[Tutor] Larger program organization
Kent Johnson
kent37 at tds.net
Thu Feb 17 03:40:20 CET 2005
Terry Carroll wrote:
> On Fri, 11 Feb 2005, Bob Gailer wrote:
>
>
>>Whenever you find yourself writing an if statement ask whether this
>>would be better handled by subclasses. Whenever you find yourself about
>>to write a global statement, consider making the variables properties of
>>a class.
>
>
> Bob --
>
> Brian already asked for an explanation of your first statement, and I
> found the ensuing discussion very instructive.
>
> Can you explain the second? As an aesthetic point, I hate globals, and
> I'd love a discussion with some examples of using class variables as a way
> of avoiding this.
Global variables are one way to make state persist across function calls. Here's a toy example that
might give you the idea. Suppose you want to write a function that keeps a running total. You could
do something like this (not recommended!):
total = 0
def addToTotal(inc):
global total
total += inc
Every time you call addToTotal, total is incremented.
This is already a poor design.
- There is no encapsulation - to increment the total, you call a function, to view the total you
look at the global variable.
- There is no API - to reset the total you would have to set the global variable.
You could try to fix this by adding more functions:
def printTotal():
print 'Total is', total
def resetTotal():
global total
total = 0
That's a little better, maybe. But there are other problems:
- You can only have one total. What if you want two different totals?
- Your global namespace has extra names - total, addToTotal, etc.
For short scripts this structure can work, but for larger projects it gets unwieldy. OOP to the
rescue! How about a Total class?
class Total:
def __init__(self):
self.reset()
def add(self, inc):
self.total += inc
def print(self):
print 'Total is', self.total
def reset(self):
self.total = 0
You can use this like this:
t = Total()
t.inc(5)
t.print()
t.reset()
Now everything is wrapped up in a nice neat package. There is a clear, consistent API, no namespace
pollution, and you have a reusable object.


PROBLEM TO SOLVE: Give a verbatim copy of the data, leaving the pictures out.

DATA IN THIS EXERCISE:
● ● ● ● ●

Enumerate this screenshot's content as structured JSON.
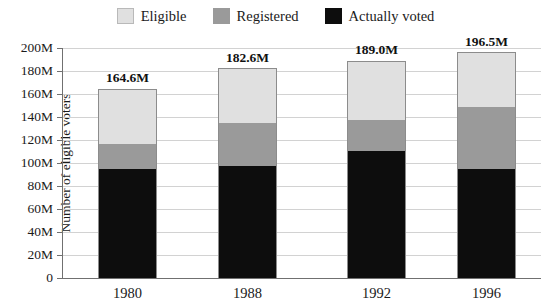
{
  "chart_data": {
    "type": "bar",
    "subtype": "stacked-bar",
    "title": "",
    "xlabel": "",
    "ylabel": "Number of eligible voters",
    "categories": [
      "1980",
      "1988",
      "1992",
      "1996"
    ],
    "ylim": [
      0,
      200
    ],
    "yunit": "M",
    "ytick_labels": [
      "200M",
      "180M",
      "160M",
      "140M",
      "120M",
      "100M",
      "80M",
      "60M",
      "40M",
      "20M",
      "0"
    ],
    "ytick_values": [
      200,
      180,
      160,
      140,
      120,
      100,
      80,
      60,
      40,
      20,
      0
    ],
    "grid": true,
    "legend_position": "top-center",
    "series": [
      {
        "name": "Eligible",
        "color": "#e0e0e0",
        "values": [
          164.6,
          182.6,
          189.0,
          196.5
        ],
        "note": "cumulative top of stack (total eligible)"
      },
      {
        "name": "Registered",
        "color": "#9a9a9a",
        "values": [
          117.0,
          136.0,
          138.0,
          150.0
        ],
        "note": "cumulative top of registered segment"
      },
      {
        "name": "Actually voted",
        "color": "#0d0d0d",
        "values": [
          96.0,
          98.0,
          111.0,
          96.0
        ],
        "note": "cumulative top of actually-voted segment"
      }
    ],
    "bar_labels": [
      "164.6M",
      "182.6M",
      "189.0M",
      "196.5M"
    ],
    "bars": [
      {
        "category": "1980",
        "total_label": "164.6M",
        "eligible_top": 164.6,
        "registered_top": 117.0,
        "voted_top": 96.0
      },
      {
        "category": "1988",
        "total_label": "182.6M",
        "eligible_top": 182.6,
        "registered_top": 136.0,
        "voted_top": 98.0
      },
      {
        "category": "1992",
        "total_label": "189.0M",
        "eligible_top": 189.0,
        "registered_top": 138.0,
        "voted_top": 111.0
      },
      {
        "category": "1996",
        "total_label": "196.5M",
        "eligible_top": 196.5,
        "registered_top": 150.0,
        "voted_top": 96.0
      }
    ]
  },
  "legend": {
    "items": [
      {
        "label": "Eligible",
        "color": "#e0e0e0",
        "swatch_name": "legend-swatch-eligible"
      },
      {
        "label": "Registered",
        "color": "#9a9a9a",
        "swatch_name": "legend-swatch-registered"
      },
      {
        "label": "Actually voted",
        "color": "#0d0d0d",
        "swatch_name": "legend-swatch-actually-voted"
      }
    ]
  },
  "axes": {
    "y_title": "Number of eligible voters",
    "y_ticks": [
      "200M",
      "180M",
      "160M",
      "140M",
      "120M",
      "100M",
      "80M",
      "60M",
      "40M",
      "20M",
      "0"
    ],
    "x_ticks": [
      "1980",
      "1988",
      "1992",
      "1996"
    ]
  },
  "colors": {
    "eligible": "#e0e0e0",
    "registered": "#9a9a9a",
    "voted": "#0d0d0d",
    "grid": "#d2d2d2",
    "axis": "#707070",
    "background": "#ffffff",
    "text": "#1a1a1a"
  }
}
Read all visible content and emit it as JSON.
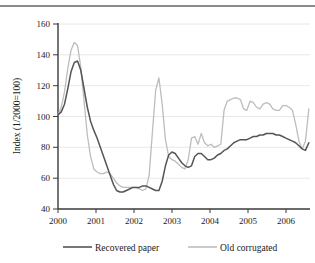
{
  "figure": {
    "top_rule": "horizontal-rule"
  },
  "chart_data": {
    "type": "line",
    "title": "",
    "xlabel": "",
    "ylabel": "Index (1/2000=100)",
    "xlim": [
      2000.0,
      2006.45
    ],
    "ylim": [
      40,
      160
    ],
    "yticks": [
      40,
      60,
      80,
      100,
      120,
      140,
      160
    ],
    "xticks": [
      2000,
      2001,
      2002,
      2003,
      2004,
      2005,
      2006
    ],
    "xtick_labels": [
      "2000",
      "2001",
      "2002",
      "2003",
      "2004",
      "2005",
      "2006"
    ],
    "ytick_labels": [
      "40",
      "60",
      "80",
      "100",
      "120",
      "140",
      "160"
    ],
    "grid": "horizontal",
    "legend_position": "bottom",
    "colors": {
      "recovered_paper": "#555555",
      "old_corrugated": "#bdbdbd",
      "gridline": "#e2e2e2",
      "axis": "#3a3a3a"
    },
    "x": [
      2000.0,
      2000.083,
      2000.167,
      2000.25,
      2000.333,
      2000.417,
      2000.5,
      2000.583,
      2000.667,
      2000.75,
      2000.833,
      2000.917,
      2001.0,
      2001.083,
      2001.167,
      2001.25,
      2001.333,
      2001.417,
      2001.5,
      2001.583,
      2001.667,
      2001.75,
      2001.833,
      2001.917,
      2002.0,
      2002.083,
      2002.167,
      2002.25,
      2002.333,
      2002.417,
      2002.5,
      2002.583,
      2002.667,
      2002.75,
      2002.833,
      2002.917,
      2003.0,
      2003.083,
      2003.167,
      2003.25,
      2003.333,
      2003.417,
      2003.5,
      2003.583,
      2003.667,
      2003.75,
      2003.833,
      2003.917,
      2004.0,
      2004.083,
      2004.167,
      2004.25,
      2004.333,
      2004.417,
      2004.5,
      2004.583,
      2004.667,
      2004.75,
      2004.833,
      2004.917,
      2005.0,
      2005.083,
      2005.167,
      2005.25,
      2005.333,
      2005.417,
      2005.5,
      2005.583,
      2005.667,
      2005.75,
      2005.833,
      2005.917,
      2006.0,
      2006.083,
      2006.167,
      2006.25,
      2006.333,
      2006.42
    ],
    "series": [
      {
        "name": "Recovered paper",
        "color": "#555555",
        "values": [
          101,
          103,
          108,
          118,
          129,
          135,
          136,
          130,
          118,
          106,
          97,
          91,
          86,
          80,
          74,
          68,
          62,
          56,
          52,
          51,
          51,
          52,
          53,
          54,
          54,
          54,
          55,
          55,
          54,
          53,
          52,
          52,
          58,
          68,
          75,
          77,
          76,
          73,
          70,
          68,
          67,
          68,
          74,
          76,
          76,
          74,
          72,
          72,
          73,
          75,
          76,
          78,
          79,
          81,
          83,
          84,
          85,
          85,
          85,
          86,
          87,
          87,
          88,
          88,
          89,
          89,
          89,
          88,
          88,
          87,
          86,
          85,
          84,
          83,
          81,
          79,
          78,
          83
        ]
      },
      {
        "name": "Old corrugated",
        "color": "#bdbdbd",
        "values": [
          101,
          106,
          116,
          131,
          143,
          148,
          146,
          132,
          110,
          88,
          74,
          66,
          64,
          63,
          63,
          64,
          63,
          60,
          57,
          55,
          54,
          54,
          54,
          54,
          54,
          53,
          52,
          53,
          62,
          90,
          117,
          125,
          108,
          85,
          74,
          72,
          71,
          69,
          67,
          66,
          72,
          86,
          87,
          82,
          89,
          83,
          81,
          82,
          80,
          81,
          82,
          104,
          110,
          111,
          112,
          112,
          111,
          105,
          104,
          110,
          109,
          106,
          105,
          108,
          109,
          108,
          105,
          104,
          104,
          107,
          107,
          106,
          104,
          95,
          84,
          79,
          84,
          105
        ]
      }
    ],
    "annotations": []
  },
  "legend": {
    "entries": [
      {
        "label": "Recovered paper",
        "swatch": "line-swatch-dark"
      },
      {
        "label": "Old corrugated",
        "swatch": "line-swatch-light"
      }
    ]
  }
}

● ● ● ● ●

SOLUTION FOR THIS TASK:
Enumerate this screenshot's content as structured JSON.
{
  "chart_data": {
    "type": "bar",
    "subtype": "stacked-bar",
    "title": "",
    "xlabel": "",
    "ylabel": "Number of eligible voters",
    "categories": [
      "1980",
      "1988",
      "1992",
      "1996"
    ],
    "ylim": [
      0,
      200
    ],
    "yunit": "M",
    "ytick_labels": [
      "200M",
      "180M",
      "160M",
      "140M",
      "120M",
      "100M",
      "80M",
      "60M",
      "40M",
      "20M",
      "0"
    ],
    "ytick_values": [
      200,
      180,
      160,
      140,
      120,
      100,
      80,
      60,
      40,
      20,
      0
    ],
    "grid": true,
    "legend_position": "top-center",
    "series": [
      {
        "name": "Eligible",
        "color": "#e0e0e0",
        "values": [
          164.6,
          182.6,
          189.0,
          196.5
        ],
        "note": "cumulative top of stack (total eligible)"
      },
      {
        "name": "Registered",
        "color": "#9a9a9a",
        "values": [
          117.0,
          136.0,
          138.0,
          150.0
        ],
        "note": "cumulative top of registered segment"
      },
      {
        "name": "Actually voted",
        "color": "#0d0d0d",
        "values": [
          96.0,
          98.0,
          111.0,
          96.0
        ],
        "note": "cumulative top of actually-voted segment"
      }
    ],
    "bar_labels": [
      "164.6M",
      "182.6M",
      "189.0M",
      "196.5M"
    ],
    "bars": [
      {
        "category": "1980",
        "total_label": "164.6M",
        "eligible_top": 164.6,
        "registered_top": 117.0,
        "voted_top": 96.0
      },
      {
        "category": "1988",
        "total_label": "182.6M",
        "eligible_top": 182.6,
        "registered_top": 136.0,
        "voted_top": 98.0
      },
      {
        "category": "1992",
        "total_label": "189.0M",
        "eligible_top": 189.0,
        "registered_top": 138.0,
        "voted_top": 111.0
      },
      {
        "category": "1996",
        "total_label": "196.5M",
        "eligible_top": 196.5,
        "registered_top": 150.0,
        "voted_top": 96.0
      }
    ]
  },
  "legend": {
    "items": [
      {
        "label": "Eligible",
        "color": "#e0e0e0",
        "swatch_name": "legend-swatch-eligible"
      },
      {
        "label": "Registered",
        "color": "#9a9a9a",
        "swatch_name": "legend-swatch-registered"
      },
      {
        "label": "Actually voted",
        "color": "#0d0d0d",
        "swatch_name": "legend-swatch-actually-voted"
      }
    ]
  },
  "axes": {
    "y_title": "Number of eligible voters",
    "y_ticks": [
      "200M",
      "180M",
      "160M",
      "140M",
      "120M",
      "100M",
      "80M",
      "60M",
      "40M",
      "20M",
      "0"
    ],
    "x_ticks": [
      "1980",
      "1988",
      "1992",
      "1996"
    ]
  },
  "colors": {
    "eligible": "#e0e0e0",
    "registered": "#9a9a9a",
    "voted": "#0d0d0d",
    "grid": "#d2d2d2",
    "axis": "#707070",
    "background": "#ffffff",
    "text": "#1a1a1a"
  }
}
Read all visible content and emit it as JSON.
{
  "figure": {
    "top_rule": "horizontal-rule"
  },
  "chart_data": {
    "type": "line",
    "title": "",
    "xlabel": "",
    "ylabel": "Index (1/2000=100)",
    "xlim": [
      2000.0,
      2006.45
    ],
    "ylim": [
      40,
      160
    ],
    "yticks": [
      40,
      60,
      80,
      100,
      120,
      140,
      160
    ],
    "xticks": [
      2000,
      2001,
      2002,
      2003,
      2004,
      2005,
      2006
    ],
    "xtick_labels": [
      "2000",
      "2001",
      "2002",
      "2003",
      "2004",
      "2005",
      "2006"
    ],
    "ytick_labels": [
      "40",
      "60",
      "80",
      "100",
      "120",
      "140",
      "160"
    ],
    "grid": "horizontal",
    "legend_position": "bottom",
    "colors": {
      "recovered_paper": "#555555",
      "old_corrugated": "#bdbdbd",
      "gridline": "#e2e2e2",
      "axis": "#3a3a3a"
    },
    "x": [
      2000.0,
      2000.083,
      2000.167,
      2000.25,
      2000.333,
      2000.417,
      2000.5,
      2000.583,
      2000.667,
      2000.75,
      2000.833,
      2000.917,
      2001.0,
      2001.083,
      2001.167,
      2001.25,
      2001.333,
      2001.417,
      2001.5,
      2001.583,
      2001.667,
      2001.75,
      2001.833,
      2001.917,
      2002.0,
      2002.083,
      2002.167,
      2002.25,
      2002.333,
      2002.417,
      2002.5,
      2002.583,
      2002.667,
      2002.75,
      2002.833,
      2002.917,
      2003.0,
      2003.083,
      2003.167,
      2003.25,
      2003.333,
      2003.417,
      2003.5,
      2003.583,
      2003.667,
      2003.75,
      2003.833,
      2003.917,
      2004.0,
      2004.083,
      2004.167,
      2004.25,
      2004.333,
      2004.417,
      2004.5,
      2004.583,
      2004.667,
      2004.75,
      2004.833,
      2004.917,
      2005.0,
      2005.083,
      2005.167,
      2005.25,
      2005.333,
      2005.417,
      2005.5,
      2005.583,
      2005.667,
      2005.75,
      2005.833,
      2005.917,
      2006.0,
      2006.083,
      2006.167,
      2006.25,
      2006.333,
      2006.42
    ],
    "series": [
      {
        "name": "Recovered paper",
        "color": "#555555",
        "values": [
          101,
          103,
          108,
          118,
          129,
          135,
          136,
          130,
          118,
          106,
          97,
          91,
          86,
          80,
          74,
          68,
          62,
          56,
          52,
          51,
          51,
          52,
          53,
          54,
          54,
          54,
          55,
          55,
          54,
          53,
          52,
          52,
          58,
          68,
          75,
          77,
          76,
          73,
          70,
          68,
          67,
          68,
          74,
          76,
          76,
          74,
          72,
          72,
          73,
          75,
          76,
          78,
          79,
          81,
          83,
          84,
          85,
          85,
          85,
          86,
          87,
          87,
          88,
          88,
          89,
          89,
          89,
          88,
          88,
          87,
          86,
          85,
          84,
          83,
          81,
          79,
          78,
          83
        ]
      },
      {
        "name": "Old corrugated",
        "color": "#bdbdbd",
        "values": [
          101,
          106,
          116,
          131,
          143,
          148,
          146,
          132,
          110,
          88,
          74,
          66,
          64,
          63,
          63,
          64,
          63,
          60,
          57,
          55,
          54,
          54,
          54,
          54,
          54,
          53,
          52,
          53,
          62,
          90,
          117,
          125,
          108,
          85,
          74,
          72,
          71,
          69,
          67,
          66,
          72,
          86,
          87,
          82,
          89,
          83,
          81,
          82,
          80,
          81,
          82,
          104,
          110,
          111,
          112,
          112,
          111,
          105,
          104,
          110,
          109,
          106,
          105,
          108,
          109,
          108,
          105,
          104,
          104,
          107,
          107,
          106,
          104,
          95,
          84,
          79,
          84,
          105
        ]
      }
    ],
    "annotations": []
  },
  "legend": {
    "entries": [
      {
        "label": "Recovered paper",
        "swatch": "line-swatch-dark"
      },
      {
        "label": "Old corrugated",
        "swatch": "line-swatch-light"
      }
    ]
  }
}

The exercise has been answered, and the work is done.